Publication year - 2017
Publication title -
production and operations management
Language(s) - English
Resource type - Journals
SCImago Journal Rank - 3.279
H-Index - 110
eISSN - 1937-5956
pISSN - 1059-1478
DOI - 10.1111/poms.12741
Subject(s) - revenue , service (business) , test (biology) , business , marketing , scale (ratio) , computer science , microeconomics , economics , finance , paleontology , physics , quantum mechanics , biology
Large‐scale, web‐based service marketplaces have recently emerged as a new resource for customers who need quick resolutions for their short‐term problems. Due to the temporary nature of the relations between customers and service providers (agents) in these marketplaces, customers may not have an opportunity to assess the ability of an agent before their service completion.
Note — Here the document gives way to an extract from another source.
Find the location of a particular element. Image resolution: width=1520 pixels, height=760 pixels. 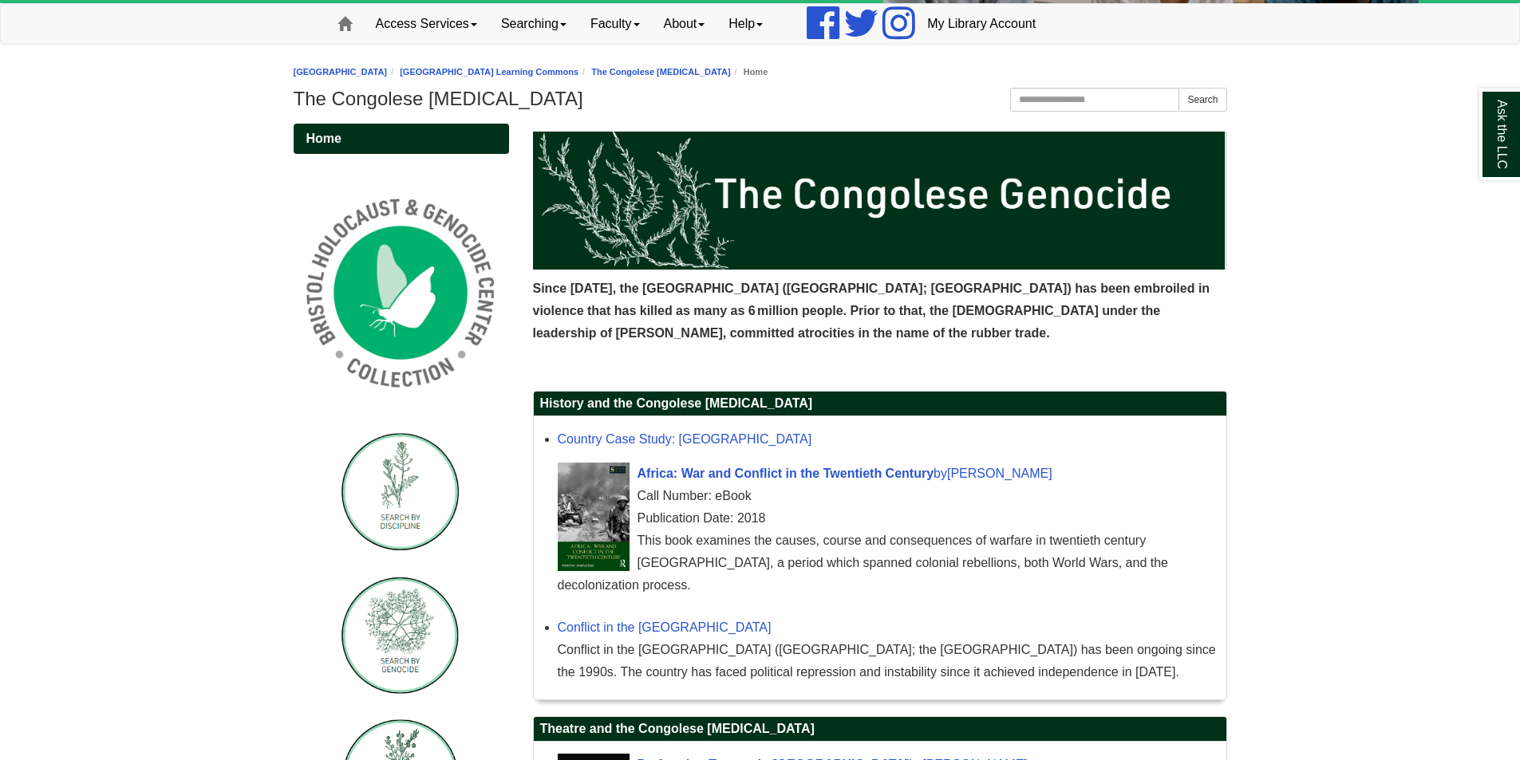

img: The Congolese Genocide is located at coordinates (880, 200).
On the other hand, the moderating firm has a more sustained relationship with agents, and thus it can provide customers with more information about the abilities of agents through skill screening mechanisms. In this study, we consider a marketplace where the moderating firm can run two skills tests on agents to assess if their skills are above certain thresholds. Our main objective is to evaluate the effectiveness of skill screening as a revenue maximization tool. We, specifically, analyze how much benefit the firm obtains after each additional skill test. We find that skill screening leads to negligible revenue improvements in marketplaces where agent skills are highly compatible and the average service times are similar for all customers. As the compatibility of agent skills weakens or the customers start to vary in their processing time needs, we show that the firm starts to experience sizable improvements in revenue from skill screening. Apparently, the firm can reap the most of these substantial benefits when it runs only one test. For instance, in marketplaces where agents posses uncorrelated skills, the second skill test only brings an additional 2% improvement in revenue. Accounting for possible skill screening costs, we then show the optimality of offering only one test when the compatibility between agent skills is sufficiently low. The results of this study also have important implications in terms of the right level of intervention in the marketplaces we study.